Abstract

Singer-Songwriters’ Song Poems and Translation: A Literature Review of English and Polish Sources The article presents a review of English and Polish sources on the translation of song poems, with a special focus on the studies featuring at least basic methodological and theoretical proposals. The selection of sources serves two goals. Firstly, to enable readers interested in researching song translation access to the key texts. Secondly, given the rapidly growing interest in studies on song translation and the institutional recognition of the topic in the last two decades (see the Introduction), the article provides an accessible overview to other readers, interested in a general state of the art in a relatively new sub- domain of translation studies. The structure of the article follows two principles. The texts are discussed chronologically, starting with the earliest, short studies looking into song translation (1915–1921), then investigating the developments in academic thinking on the subject in the latter half of the 20th century, and concluding with an overview of the book-length publications and complete theoretical models proliferating in the 21st century. Secondly, the main part of the article follows a comparative approach. Polish sources are discussed in the context of their Anglophone counterparts. The article points to ideas shared by texts published decades apart and those whose authors, surprisingly, did not seem to have read the earlier works. Short summaries of the subsequent sections of the article and its concluding part strive also to shed some light on the position of the aforementioned texts and models within general translation studies. The reviewed sources are shown in the context of their explicit and implicit theoretical assumptions and consequences, such as untranslatability, shifting criteria of equivalence, the semantic dominant, the creative role of the translator, the ambiguous distinctions between translation and adaptation or travesty, and even translational “losses,” “semantic fidelity,” or instrumentalisation of the subject of translation cum music as a useful metaphor enabling studies in the spirit of New Humanities, outside the paradigms of translation, literary, and linguistic studies.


▶ _The problem_
Whenever a picture appears, omit it, and set down everything else in the records exactly.

▶ _Records to use_
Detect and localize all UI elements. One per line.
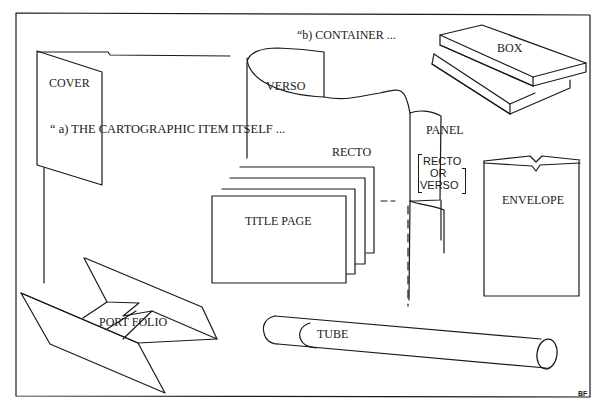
heading-container: “b) CONTAINER ... bbox=[297, 29, 396, 41]
panel-note-recto: RECTO bbox=[423, 156, 461, 167]
cartographic-item-diagram: COVER “ a) THE CARTOGRAPHIC ITEM ITSELF … bbox=[0, 0, 604, 412]
bracket-right bbox=[462, 168, 466, 194]
box-drawing bbox=[432, 25, 586, 114]
artist-signature: BF bbox=[578, 390, 587, 397]
cover-label: COVER bbox=[49, 77, 90, 89]
box-label: BOX bbox=[497, 42, 522, 54]
verso-label: VERSO bbox=[266, 80, 305, 92]
envelope-drawing bbox=[484, 156, 580, 296]
panel-label: PANEL bbox=[426, 124, 464, 136]
tube-label: TUBE bbox=[317, 328, 348, 340]
heading-cartographic-item: “ a) THE CARTOGRAPHIC ITEM ITSELF ... bbox=[50, 123, 285, 136]
panel-note-verso: VERSO bbox=[420, 180, 459, 191]
portfolio-label: PORT FOLIO bbox=[99, 316, 167, 328]
tube-drawing bbox=[263, 316, 559, 370]
panel-note-or: OR bbox=[430, 168, 447, 179]
envelope-label: ENVELOPE bbox=[502, 194, 564, 206]
recto-label: RECTO bbox=[332, 146, 371, 158]
title-page-label: TITLE PAGE bbox=[245, 215, 312, 227]
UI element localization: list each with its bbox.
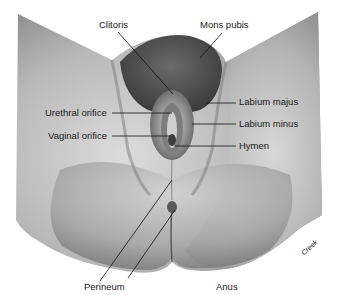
label-vaginal-orifice: Vaginal orifice — [48, 131, 107, 141]
label-labium-majus: Labium majus — [239, 97, 298, 107]
anatomy-figure: Clitoris Mons pubis Labium majus Labium … — [0, 0, 337, 295]
label-mons-pubis: Mons pubis — [200, 20, 249, 30]
illustration — [0, 0, 337, 295]
anus — [167, 201, 177, 213]
label-perineum: Perineum — [84, 282, 125, 292]
label-urethral-orifice: Urethral orifice — [45, 108, 107, 118]
label-labium-minus: Labium minus — [239, 119, 298, 129]
label-clitoris: Clitoris — [99, 20, 128, 30]
label-anus: Anus — [216, 282, 238, 292]
label-hymen: Hymen — [239, 141, 269, 151]
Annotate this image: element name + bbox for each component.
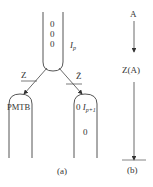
top-tube-label: Ip — [70, 41, 76, 53]
label-za: Z(A) — [122, 66, 140, 75]
left-tube-label: PMTB — [7, 103, 30, 112]
branch-right-label: Z̄ — [76, 72, 82, 81]
caption-a: (a) — [57, 167, 67, 176]
label-a: A — [130, 10, 137, 19]
top-tube-value-1: 0 — [50, 20, 55, 29]
right-tube-value: 0 — [83, 128, 88, 137]
diagram-canvas — [0, 0, 153, 187]
branch-left-label: Z — [21, 71, 27, 80]
right-tube-label: 0 Ip+1 — [76, 103, 96, 115]
top-tube-value-3: 0 — [50, 40, 55, 49]
caption-b: (b) — [127, 166, 138, 175]
top-tube-value-2: 0 — [50, 30, 55, 39]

▶ _Answer for this exercise_
Detect and localize all UI elements. One per line.
heading-container: “b) CONTAINER ... bbox=[297, 29, 396, 41]
panel-note-recto: RECTO bbox=[423, 156, 461, 167]
cartographic-item-diagram: COVER “ a) THE CARTOGRAPHIC ITEM ITSELF … bbox=[0, 0, 604, 412]
bracket-right bbox=[462, 168, 466, 194]
box-drawing bbox=[432, 25, 586, 114]
artist-signature: BF bbox=[578, 390, 587, 397]
cover-label: COVER bbox=[49, 77, 90, 89]
box-label: BOX bbox=[497, 42, 522, 54]
verso-label: VERSO bbox=[266, 80, 305, 92]
envelope-drawing bbox=[484, 156, 580, 296]
panel-label: PANEL bbox=[426, 124, 464, 136]
tube-label: TUBE bbox=[317, 328, 348, 340]
heading-cartographic-item: “ a) THE CARTOGRAPHIC ITEM ITSELF ... bbox=[50, 123, 285, 136]
panel-note-verso: VERSO bbox=[420, 180, 459, 191]
portfolio-label: PORT FOLIO bbox=[99, 316, 167, 328]
tube-drawing bbox=[263, 316, 559, 370]
panel-note-or: OR bbox=[430, 168, 447, 179]
envelope-label: ENVELOPE bbox=[502, 194, 564, 206]
recto-label: RECTO bbox=[332, 146, 371, 158]
title-page-label: TITLE PAGE bbox=[245, 215, 312, 227]
UI element localization: list each with its bbox.
label-vaginal-orifice: Vaginal orifice — [48, 131, 107, 141]
label-labium-majus: Labium majus — [239, 97, 298, 107]
anatomy-figure: Clitoris Mons pubis Labium majus Labium … — [0, 0, 337, 295]
label-mons-pubis: Mons pubis — [200, 20, 249, 30]
illustration — [0, 0, 337, 295]
anus — [167, 201, 177, 213]
label-perineum: Perineum — [84, 282, 125, 292]
label-urethral-orifice: Urethral orifice — [45, 108, 107, 118]
label-labium-minus: Labium minus — [239, 119, 298, 129]
label-clitoris: Clitoris — [99, 20, 128, 30]
label-anus: Anus — [216, 282, 238, 292]
label-hymen: Hymen — [239, 141, 269, 151]
Annotate this image: element name + bbox for each component.
top-tube-label: Ip — [70, 41, 76, 53]
label-za: Z(A) — [122, 66, 140, 75]
left-tube-label: PMTB — [7, 103, 30, 112]
branch-right-label: Z̄ — [76, 72, 82, 81]
caption-a: (a) — [57, 167, 67, 176]
label-a: A — [130, 10, 137, 19]
top-tube-value-1: 0 — [50, 20, 55, 29]
right-tube-value: 0 — [83, 128, 88, 137]
diagram-canvas — [0, 0, 153, 187]
branch-left-label: Z — [21, 71, 27, 80]
right-tube-label: 0 Ip+1 — [76, 103, 96, 115]
top-tube-value-3: 0 — [50, 40, 55, 49]
caption-b: (b) — [127, 166, 138, 175]
top-tube-value-2: 0 — [50, 30, 55, 39]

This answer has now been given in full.